Table 2 Patient characteristics

Dynamic changes of plasma creatinine in patients

As shown in Table 3, the levels of plasma creatinine remained stable after cardiac surgery in the 35 non-AKI patients, except for a small increase at 24 h after admission to the ICU (about 1.15-fold). In the 35 AKI patients, the level of plasma creatinine at 24 and 72 h increased 1.84-fold and 1.49-fold compared to the preoperation levels. Although similar to the preoperation levels, plasma creatinine at 0 and 2 h in AKI patients was a little higher than that in non-AKI patients. The level of creatinine at 24 h after ICU admission in AKI patients was significantly higher than that in non-AKI patients.

Table 3 Plasma creatinine levels of patients at different time points

Discussion

In the present study, we screened miRNAs in the plasma of IRI rats and identified 42 miRNAs with altered expression, among which 15 miRNAs were upregulated. In the time-course study, miR-192 expression in the plasma and kidney tissues of IRI rats varied in a time-dependent manner. In the clinical study, plasma miR-192 at 2 h after ICU admission presented a modest predictive value for the diagnosis of AKI.
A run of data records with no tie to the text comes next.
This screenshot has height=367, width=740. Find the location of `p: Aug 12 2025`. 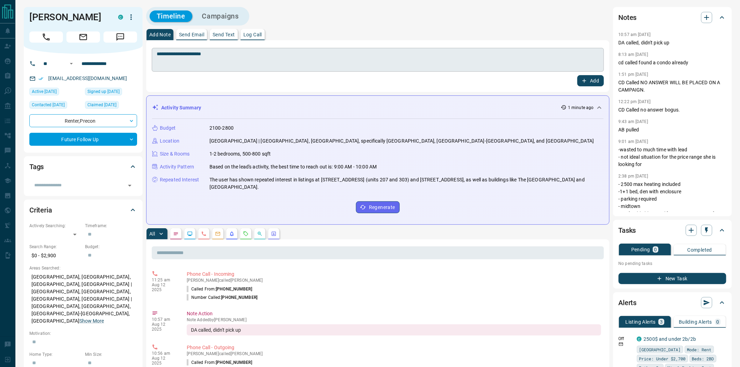

p: Aug 12 2025 is located at coordinates (164, 327). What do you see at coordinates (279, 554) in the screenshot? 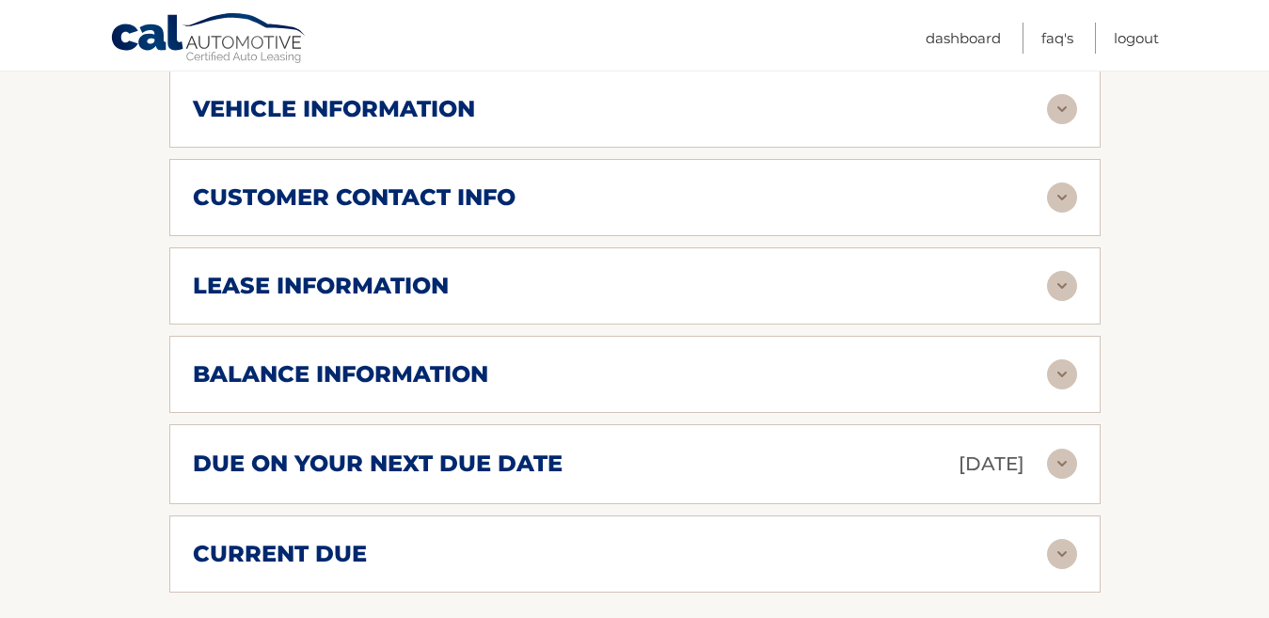
I see `h2: current due` at bounding box center [279, 554].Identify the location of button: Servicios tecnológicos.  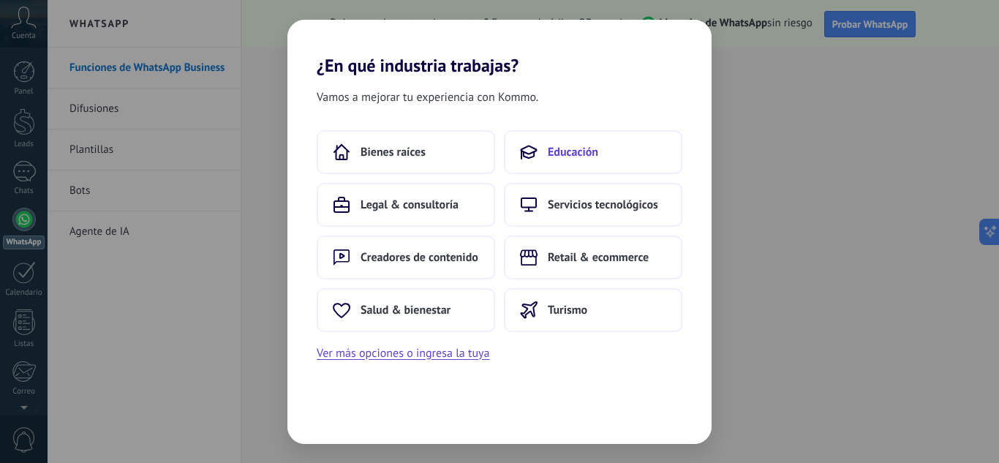
(593, 205).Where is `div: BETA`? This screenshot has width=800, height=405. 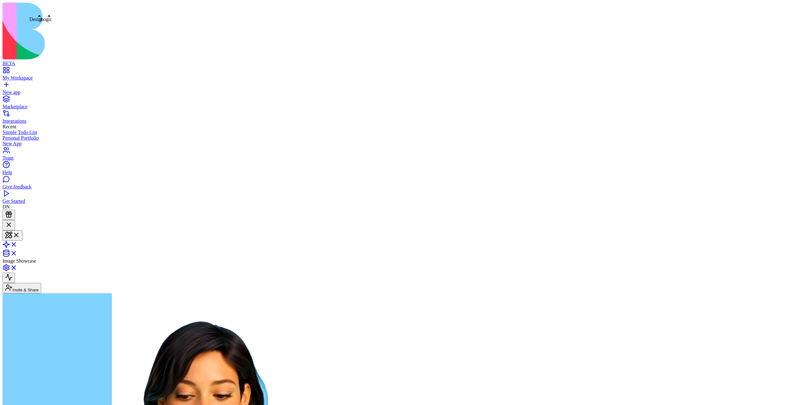
div: BETA is located at coordinates (400, 63).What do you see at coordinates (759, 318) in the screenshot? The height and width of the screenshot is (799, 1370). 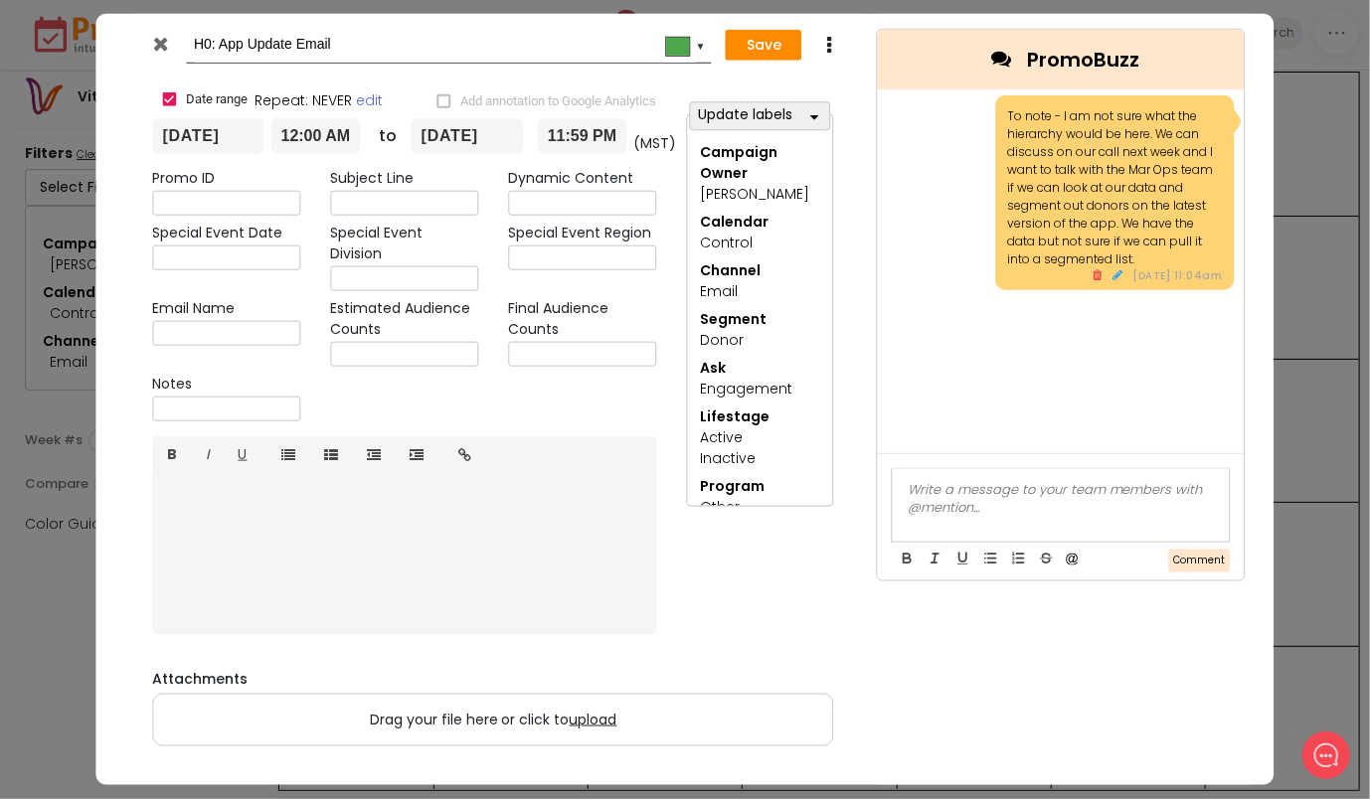 I see `div: Segment` at bounding box center [759, 318].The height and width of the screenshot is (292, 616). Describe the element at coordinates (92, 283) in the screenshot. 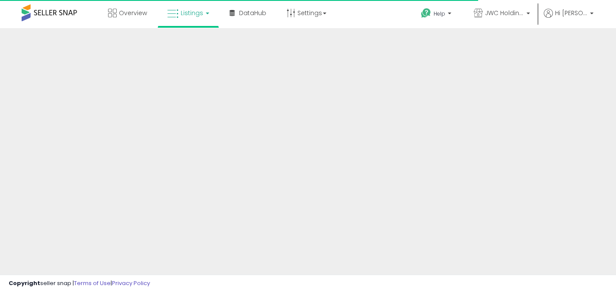

I see `a: Terms of Use` at that location.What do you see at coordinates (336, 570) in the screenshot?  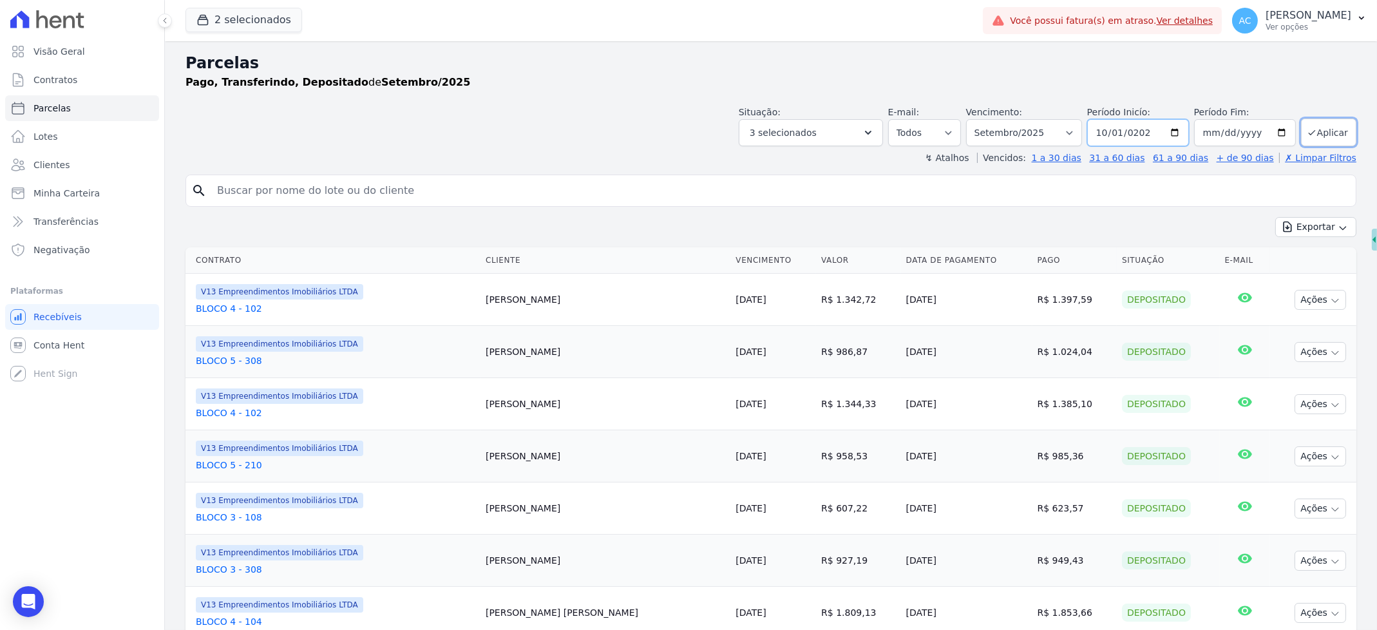 I see `a: BLOCO 3 - 308` at bounding box center [336, 570].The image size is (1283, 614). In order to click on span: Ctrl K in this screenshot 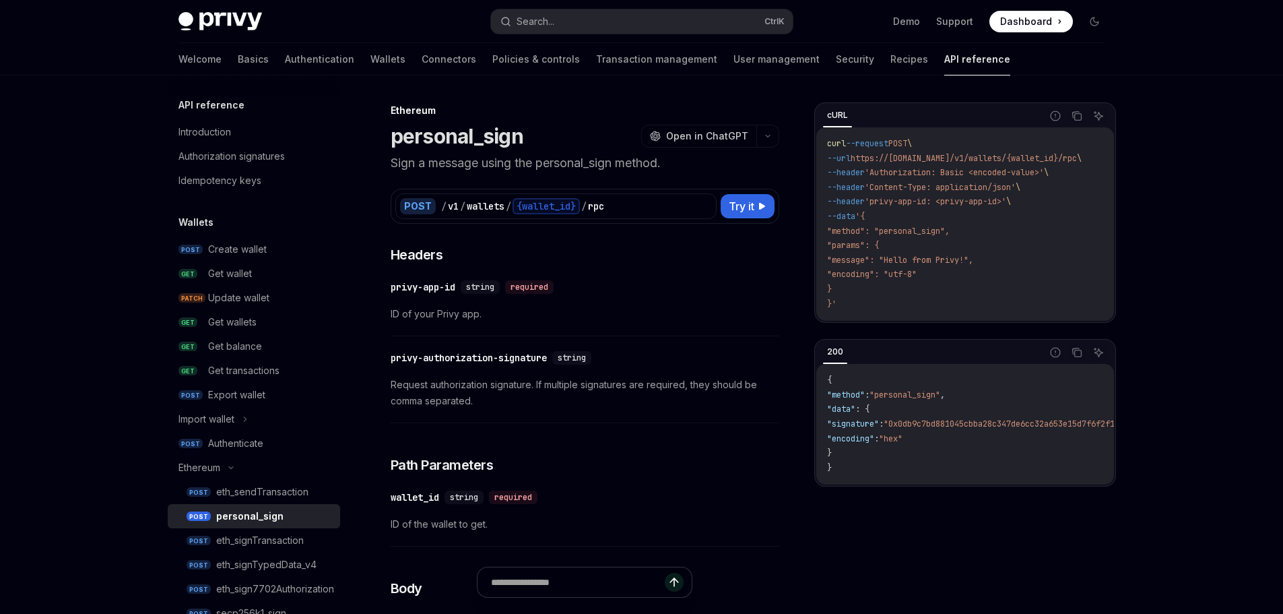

Our study showed dynamic changes of miR-192 expression in the plasma and kidney tissues of IRI rats. These dynamics correlated with histological findings of kidney injury and with increases in concentrations of known markers of renal dysfunction (BUN and creatinine). Thus, miR-192 may reflect kidney IRI. A previous study indicated that plasma miR-192 was upregulated at 6 h after reperfusion in IRI rats [20]. Moreover, the expression pattern of plasma miR-192 was discordant with that of kidney miR-192. Similarly, in a mouse study, Bellinger et al. [21] determined that the expression of few miRNAs changed in a coordinated manner, while that of most miRNAs in an uncoordinated manner. Saikumar et al. [22] demonstrated that kidney miR-21 and miR-155 were upregulated after IRI, while blood miR-21 and miR-155 were downregulated. Mechanistic relationships between renal and circulating miRNAs are unclear, and whether the increased circulating miRNA levels are solely of renal origin remains unknown. Elevated levels of certain miRNAs in the plasma may be the result of renal cell death associated with leakage of cytoplasmic components or active secretion from the surviving cells, membrane microparticles, exosomes or in protein-bound forms [23]. In a study of atherosclerosis, the delivery of miR-126 by endothelial cell-derived apoptotic bodies was found to be able to induce CXCL-dependent vascular protection [24], indicating that upon injury, apoptosis was switched on and miRNAs could be secreted into extracellular space or circulation in apoptotic bodies. Whether it was the same case in our study needed further study. The whole body is also thought to respond to a renal IRI, and circulating miRNAs might have originated from elsewhere besides the kidney. Circulating miRNAs could play an important role in interorgan communication rather than being mere bystanders of tissue injury [25]. Recent study found microvesicles carrying specific microRNAs released from endothelial progenitor cells exert a protective effect in experimental acute renal IRI [26]. Additional studies are needed to identify specific organ and cell types producing miRNAs.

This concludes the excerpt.